PGM fuel cells are not the pipedream of the Nineties; their time has come say analysts

IT might take ten years before hydrogen fuel technology is cost competitive with traditional fossil fuels, according to Mark Cutifani, CEO of Anglo American.

Speaking during the launch of the firm’s sustainability report in April – which will become a bi-annual event in future owing to increased investor attention on the matter – Cutifani said development efforts over the next two to three years will be “crucial”.

That’s the time frame given to a joint research effort between Anglo’s 80%-owned Anglo American Platinum (Amplats) and Umicore, a Belgian materials handling and recycling company. The parties are hoping to prove up chemistry that would enable hydrogen fuel to be transported to forecourts in tankers akin to the current delivery of petroleum.

Being able to refuel an FCEV quickly and inexpensively is the key to adoption of the technology as a secondary fuel option (the primary usage of hydrogen being in industry). Currently, a refuelling point requires hydrogen to be electrolysed.

“It’s a journey with Umicore in understanding how we use the new metals in these new applications,” said Cutifani. “It’s a two- to five-year period, but we’re looking out beyond 2030,” he said.

The technology Amplats and Umicore is investigating is having hydrogen bond to a liquid that’s then converted by a fuel cell electric vehicle (FCEV), rich in platinum group metals, specifically platinum and the lesser known element, iridium. This is the ‘new’ metal to which Cutifani refers.

It should be noted that there’s nothing especially new about fuel cells. During the Nineties there was a lot of excited talk about their impact on platinum demand. But today’s enthusiasm comes on the back of a structural deficit in PGMs that has shone a light on the market role of other metals in the PGM basket.

Take rhodium: it is a relatively junior member of the PGM family in terms of its occurrence with other elements, and yet it currently comprises as much as half of total metal revenues for PGM producers. What, then, could one expect of another metal – iridium – which has application to fuel cell technology?

TIME HAS COME

Before unlocking the by-product revenues of iridium, however, there is the unsolved problem of how to make FCEVs an integral part of the ‘drivetrain’, the term the PGM sector uses to refer to its application to modern transport. Achieving widescale adoption of FCEVs will take time and will require a major infrastructural rollout.

Yet analysts think the seeds for FCEV have already been sown. According to reports this year by BMO Capital Markets and JP Morgan Cazenove, the false start experienced by FCEVs in the Nineties is likely to be avoided in the next ten years, even if the electric vehicle market is currently dominated by batteries powered with lithium-ion technology.

“Right now, we may view lithium-ion batteries as the current star of the zero emissions vehicle ‘show’, and fuel cells as the talented – understudy awaiting their ‘big break’ – however, given the well-thought plans, the increase in public spending, and successful trials of fuel cell vehicles in trains and transit buses, it is only a matter of time before the understudy comes into the spotlight as well,” said BMO in its report.

For this to happen, a number of stars need to align. One is public policy. Without political and regulatory support, FCEV adoption will be stillborn.

According to JP Morgan Cazenove, the lithium-ion EV industry is “… approaching the tipping point of becoming commercially viable without subsidy”. In its view, this supports the model that subsidy produces scale which in turn provides for lower cost and technology advancement, and results in commercialisation. “This could become a reference point for policy makers to firmly support the development of the FCEV chain,” the bank said.

A number of technological hurdles also need to be overcome before the necessary efficiencies can be realised on a large scale basis in the transport sector, which is the force behind the Amplats, Umicore research and development strategy.

But even before that, hydrogen extraction itself needs to become decarbonised. Today’s hydrogen production is referred to as polluting ‘grey hydrogen’. It needs to evolve into low and zero emission blue and green hydrogen – a costly process. Still, the benefits on offer are enormous for PGM producers.

According to JP Morgan, each 1% penetration in China’s domestic auto market is about 250,000 units of vehicle sales. Assuming Renimbi 1 million per car – about $150,000 – this is already a Rmb250bn ($37.5bn) market without taking into consideration the affiliated refuelling infrastructure and services. There’s massive incentive to take this up.

“This would be good news for us,” said Cutifani on the prospect of FCEVs getting traction in the market. “It’s interesting to see that some of our competitors are starting to invest in downstream research. I think the mining industry is beginning to understand the relevance,” he said.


*What the exercise asks*
Your task is to copy every line of the entries that contains "canvas".

(Entries from a visual dataset)
BEGIN

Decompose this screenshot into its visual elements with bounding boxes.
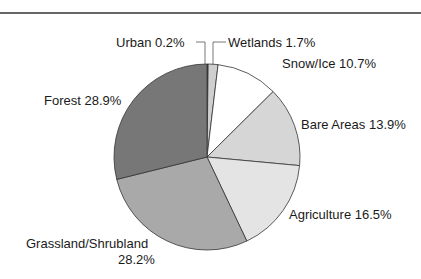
label-grassland-line1: Grassland/Shrubland bbox=[26, 236, 148, 251]
leader-line-urban bbox=[196, 42, 205, 65]
label-grassland-line2: 28.2% bbox=[118, 252, 155, 267]
label-snow-ice: Snow/Ice 10.7% bbox=[282, 56, 376, 71]
label-agriculture: Agriculture 16.5% bbox=[289, 207, 392, 222]
leader-line-wetlands bbox=[213, 42, 226, 65]
label-bare-areas: Bare Areas 13.9% bbox=[301, 117, 406, 132]
label-wetlands: Wetlands 1.7% bbox=[228, 35, 315, 50]
label-forest: Forest 28.9% bbox=[44, 93, 121, 108]
label-urban: Urban 0.2% bbox=[116, 35, 185, 50]
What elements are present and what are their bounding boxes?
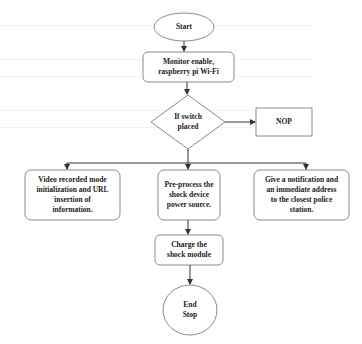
video-label: Video recorded mode initialization and U…	[25, 170, 120, 220]
notify-label: Give a notification and an immediate add…	[254, 170, 349, 220]
start-label: Start	[154, 13, 214, 41]
charge-label: Charge the shock module	[155, 235, 223, 265]
decision-label: If switch placed	[160, 108, 216, 136]
preprocess-label: Pre-process the shock device power sourc…	[158, 170, 220, 220]
monitor-label: Monitor enable, raspberry pi Wi-Fi	[143, 52, 234, 82]
end-label: End Stop	[163, 286, 217, 334]
nop-label: NOP	[256, 108, 312, 136]
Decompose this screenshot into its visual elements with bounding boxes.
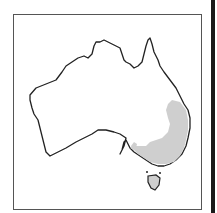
island-dot	[146, 171, 148, 173]
australia-map	[0, 0, 217, 213]
island-dot	[159, 172, 161, 174]
tasmania	[148, 175, 160, 190]
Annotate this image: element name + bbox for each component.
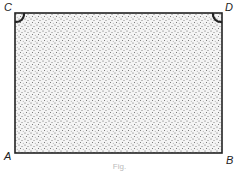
vertex-label-a: A (4, 150, 11, 162)
rectangle-diagram (0, 0, 239, 176)
vertex-label-d: D (225, 1, 233, 13)
figure-caption: Fig. (0, 162, 239, 171)
vertex-label-c: C (4, 1, 12, 13)
stippled-rectangle (15, 13, 222, 153)
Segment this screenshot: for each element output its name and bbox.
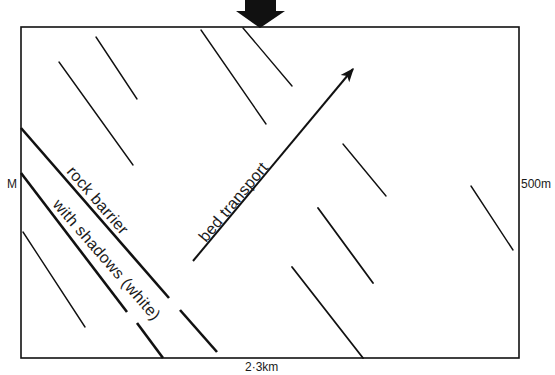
rock-barrier-lines bbox=[21, 128, 217, 358]
left-marker-label: M bbox=[7, 177, 17, 191]
right-scale-label: 500m bbox=[521, 177, 551, 191]
bedform-line-e bbox=[343, 144, 386, 196]
bedform-line-a bbox=[59, 62, 133, 165]
barrier-lower-segment-1 bbox=[21, 173, 127, 312]
bedform-line-d bbox=[243, 28, 292, 86]
barrier-lower-segment-2 bbox=[137, 323, 163, 358]
bottom-scale-label: 2·3km bbox=[245, 360, 278, 374]
bedform-line-h bbox=[471, 186, 513, 250]
barrier-upper-segment-2 bbox=[180, 310, 217, 352]
bedform-line-g bbox=[292, 267, 363, 358]
bedform-line-f bbox=[318, 208, 373, 283]
down-arrow-icon bbox=[236, 0, 285, 28]
barrier-upper-segment-1 bbox=[21, 128, 169, 298]
bed-transport-label: bed transport bbox=[195, 159, 271, 245]
bedform-diagram: M 500m 2·3km rock barrier with shadows (… bbox=[0, 0, 555, 375]
bedform-line-b bbox=[96, 37, 137, 99]
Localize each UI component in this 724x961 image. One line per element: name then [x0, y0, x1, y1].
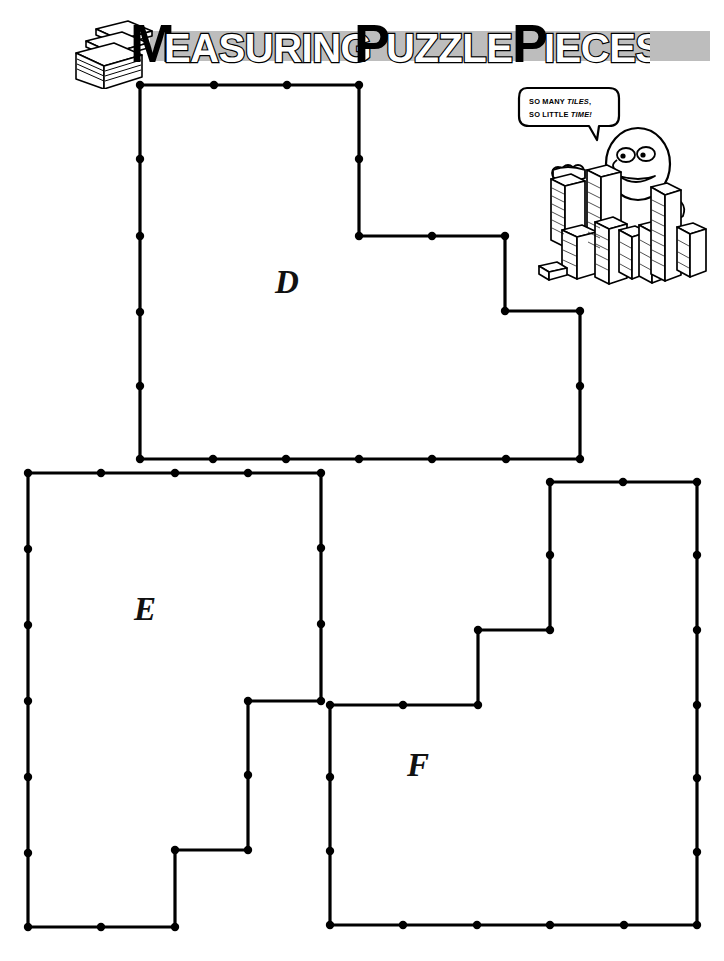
grid-dot — [24, 773, 32, 781]
grid-dot — [317, 697, 325, 705]
grid-dot — [317, 469, 325, 477]
grid-dot — [24, 849, 32, 857]
grid-dot — [355, 232, 363, 240]
grid-dot — [244, 846, 252, 854]
grid-dot — [399, 921, 407, 929]
grid-dot — [546, 626, 554, 634]
grid-dot — [136, 455, 144, 463]
puzzle-piece-f: F — [326, 478, 701, 929]
grid-dot — [546, 551, 554, 559]
grid-dot — [693, 701, 701, 709]
grid-dot — [546, 478, 554, 486]
grid-dot — [502, 455, 510, 463]
grid-dot — [136, 382, 144, 390]
grid-dot — [355, 155, 363, 163]
grid-dot — [576, 307, 584, 315]
grid-dot — [693, 478, 701, 486]
grid-dot — [171, 923, 179, 931]
grid-dot — [24, 469, 32, 477]
grid-dot — [244, 771, 252, 779]
grid-dot — [283, 81, 291, 89]
grid-dot — [355, 81, 363, 89]
grid-dot — [693, 848, 701, 856]
grid-dot — [97, 923, 105, 931]
grid-dot — [244, 469, 252, 477]
grid-dot — [428, 455, 436, 463]
puzzle-piece-d: D — [136, 81, 584, 463]
grid-dot — [317, 620, 325, 628]
grid-dot — [326, 847, 334, 855]
grid-dot — [326, 701, 334, 709]
grid-dot — [355, 455, 363, 463]
grid-dot — [97, 469, 105, 477]
grid-dot — [24, 621, 32, 629]
grid-dot — [576, 382, 584, 390]
worksheet-page: M EASURING P UZZLE P IECES SO MANY TILES… — [0, 0, 724, 961]
grid-dot — [244, 697, 252, 705]
grid-dot — [501, 232, 509, 240]
piece-outline-f — [330, 482, 697, 925]
grid-dot — [576, 455, 584, 463]
grid-dot — [693, 626, 701, 634]
grid-dot — [473, 921, 481, 929]
grid-dot — [428, 232, 436, 240]
grid-dot — [317, 544, 325, 552]
grid-dot — [171, 846, 179, 854]
grid-dot — [209, 455, 217, 463]
puzzle-piece-e: E — [24, 469, 325, 931]
grid-dot — [399, 701, 407, 709]
grid-dot — [171, 469, 179, 477]
grid-dot — [693, 774, 701, 782]
piece-label-e: E — [133, 591, 156, 627]
grid-dot — [326, 921, 334, 929]
piece-label-f: F — [406, 747, 429, 783]
grid-dot — [501, 307, 509, 315]
grid-dot — [136, 81, 144, 89]
grid-dot — [136, 308, 144, 316]
piece-outline-e — [28, 473, 321, 927]
grid-dot — [210, 81, 218, 89]
grid-dot — [619, 478, 627, 486]
grid-dot — [282, 455, 290, 463]
grid-dot — [474, 701, 482, 709]
grid-dot — [693, 921, 701, 929]
grid-dot — [693, 551, 701, 559]
piece-outline-d — [140, 85, 580, 459]
grid-dot — [620, 921, 628, 929]
grid-dot — [136, 155, 144, 163]
puzzle-pieces-diagram: DEF — [0, 0, 724, 961]
grid-dot — [474, 626, 482, 634]
grid-dot — [24, 545, 32, 553]
grid-dot — [136, 232, 144, 240]
grid-dot — [24, 697, 32, 705]
piece-label-d: D — [274, 264, 299, 300]
grid-dot — [546, 921, 554, 929]
grid-dot — [326, 773, 334, 781]
grid-dot — [24, 923, 32, 931]
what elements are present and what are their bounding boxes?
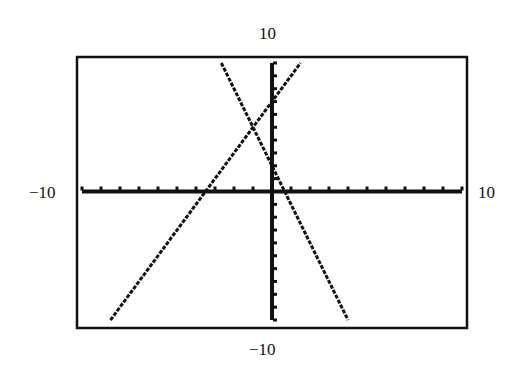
- x-tick: [385, 187, 388, 191]
- x-tick: [271, 187, 274, 191]
- x-tick: [461, 187, 464, 191]
- y-tick: [273, 62, 277, 65]
- y-tick: [273, 241, 277, 244]
- y-tick: [273, 267, 277, 270]
- x-tick: [423, 187, 426, 191]
- x-tick: [442, 187, 445, 191]
- y-tick: [273, 306, 277, 309]
- y-tick: [273, 151, 277, 154]
- y-tick: [273, 280, 277, 283]
- y-tick: [273, 216, 277, 219]
- x-tick: [119, 187, 122, 191]
- y-tick: [273, 139, 277, 142]
- x-tick: [214, 187, 217, 191]
- y-tick: [273, 113, 277, 116]
- x-tick: [176, 187, 179, 191]
- x-tick: [347, 187, 350, 191]
- ymin-label: −10: [249, 341, 276, 358]
- xmin-label: −10: [29, 184, 56, 201]
- ymax-label: 10: [259, 25, 276, 42]
- x-tick: [290, 187, 293, 191]
- x-tick: [233, 187, 236, 191]
- y-tick: [273, 87, 277, 90]
- y-tick: [273, 74, 277, 77]
- y-tick: [273, 203, 277, 206]
- x-tick: [157, 187, 160, 191]
- y-tick: [273, 254, 277, 257]
- graph-window: [0, 0, 517, 376]
- x-tick: [404, 187, 407, 191]
- x-tick: [195, 187, 198, 191]
- x-tick: [100, 187, 103, 191]
- y-tick: [273, 190, 277, 193]
- xmax-label: 10: [478, 184, 495, 201]
- x-tick: [366, 187, 369, 191]
- x-tick: [309, 187, 312, 191]
- x-tick: [252, 187, 255, 191]
- x-tick: [81, 187, 84, 191]
- x-tick: [328, 187, 331, 191]
- x-tick: [138, 187, 141, 191]
- y-tick: [273, 293, 277, 296]
- y-tick: [273, 319, 277, 322]
- y-tick: [273, 229, 277, 232]
- y-tick: [273, 126, 277, 129]
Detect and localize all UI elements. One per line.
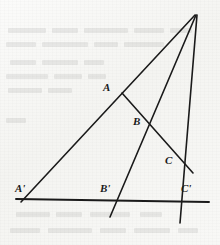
left-ray bbox=[21, 15, 195, 202]
point-label-C: C bbox=[165, 155, 172, 166]
point-label-B: B bbox=[133, 116, 140, 127]
point-label-C-prime: C' bbox=[181, 183, 191, 194]
geometry-diagram bbox=[0, 0, 220, 245]
baseline bbox=[16, 199, 209, 202]
point-label-B-prime: B' bbox=[100, 183, 110, 194]
point-label-A: A bbox=[103, 82, 110, 93]
figure-canvas: A B C A' B' C' bbox=[0, 0, 220, 245]
point-label-A-prime: A' bbox=[15, 183, 25, 194]
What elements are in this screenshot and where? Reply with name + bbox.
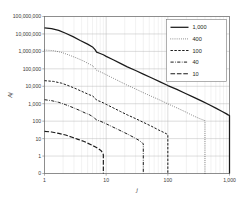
xtick-label: 10 xyxy=(103,177,109,183)
xtick-label: 1,000 xyxy=(223,177,236,183)
ytick-label: 1 xyxy=(38,153,41,159)
line-chart: 100,000,00010,000,0001,000,000100,00010,… xyxy=(0,0,237,205)
xtick-label: 1 xyxy=(43,177,46,183)
ytick-label: 0 xyxy=(38,170,41,176)
series-line-40 xyxy=(45,100,144,174)
legend-label: 100 xyxy=(193,48,202,54)
legend-label: 10 xyxy=(193,71,199,77)
x-axis-title: j xyxy=(135,186,138,193)
ytick-label: 10,000 xyxy=(26,83,42,89)
legend-label: 400 xyxy=(193,36,202,42)
ytick-label: 100,000 xyxy=(23,66,42,72)
legend-label: 40 xyxy=(193,59,199,65)
ytick-label: 10 xyxy=(35,136,41,142)
xtick-label: 100 xyxy=(164,177,173,183)
ytick-label: 1,000 xyxy=(28,101,41,107)
ytick-label: 100,000,000 xyxy=(13,13,41,19)
y-axis-title: Aj xyxy=(6,92,13,99)
legend-label: 1,000 xyxy=(193,24,207,30)
ytick-label: 10,000,000 xyxy=(16,31,42,37)
ytick-label: 1,000,000 xyxy=(18,48,41,54)
chart-legend: 1,0004001004010 xyxy=(167,20,227,82)
chart-container: 100,000,00010,000,0001,000,000100,00010,… xyxy=(0,0,237,205)
ytick-label: 100 xyxy=(33,118,42,124)
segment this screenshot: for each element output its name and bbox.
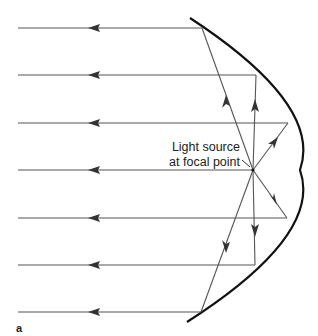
parabolic-reflector-diagram: Light source at focal point a: [0, 0, 318, 336]
figure-caption: a: [16, 322, 22, 334]
diagram-canvas: [0, 0, 318, 336]
label-line-2: at focal point: [160, 155, 240, 170]
label-pointer: [242, 160, 250, 167]
focal-point-label: Light source at focal point: [160, 140, 240, 170]
focal-point: [251, 168, 254, 171]
parallel-rays: [18, 28, 288, 312]
label-line-1: Light source: [160, 140, 240, 155]
focal-ray-arrowheads: [222, 95, 278, 253]
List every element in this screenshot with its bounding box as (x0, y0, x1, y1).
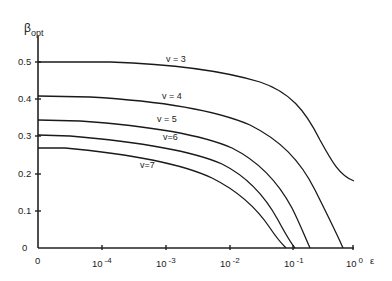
y-tick-label: 0.4 (18, 93, 31, 104)
y-tick-label: 0.3 (18, 130, 31, 141)
x-tick-label: 0 (35, 255, 40, 266)
x-tick-label: 10-2 (220, 256, 240, 269)
y-tick-label: 0 (22, 242, 27, 253)
x-tick-label: 100 (346, 256, 364, 269)
curve-v4 (38, 96, 343, 248)
y-axis-label: βopt (24, 21, 44, 38)
y-tick-label: 0.5 (18, 56, 31, 67)
beta-opt-chart: βopt 0.5 0.4 0.3 0.2 0.1 0 0 10-4 10-3 1… (0, 0, 392, 281)
label-v4: v = 4 (162, 91, 182, 101)
label-v3: v = 3 (166, 54, 186, 64)
curve-labels: v = 3 v = 4 v = 5 v=6 v=7 (140, 54, 186, 170)
label-v7: v=7 (140, 160, 155, 170)
x-axis-label: ε (370, 255, 375, 266)
curve-v7 (38, 148, 286, 248)
x-tick-label: 10-4 (92, 256, 112, 269)
curve-v6 (38, 135, 295, 248)
label-v5: v = 5 (157, 114, 177, 124)
label-v6: v=6 (163, 132, 178, 142)
x-tick-label: 10-3 (156, 256, 176, 269)
curves (38, 62, 354, 248)
x-tick-label: 10-1 (284, 256, 304, 269)
y-tick-label: 0.1 (18, 205, 31, 216)
y-tick-label: 0.2 (18, 168, 31, 179)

END

*Completed task*
figure-canvas: A B C A' B' C' bbox=[0, 0, 220, 245]
diagram-canvas: [0, 0, 318, 336]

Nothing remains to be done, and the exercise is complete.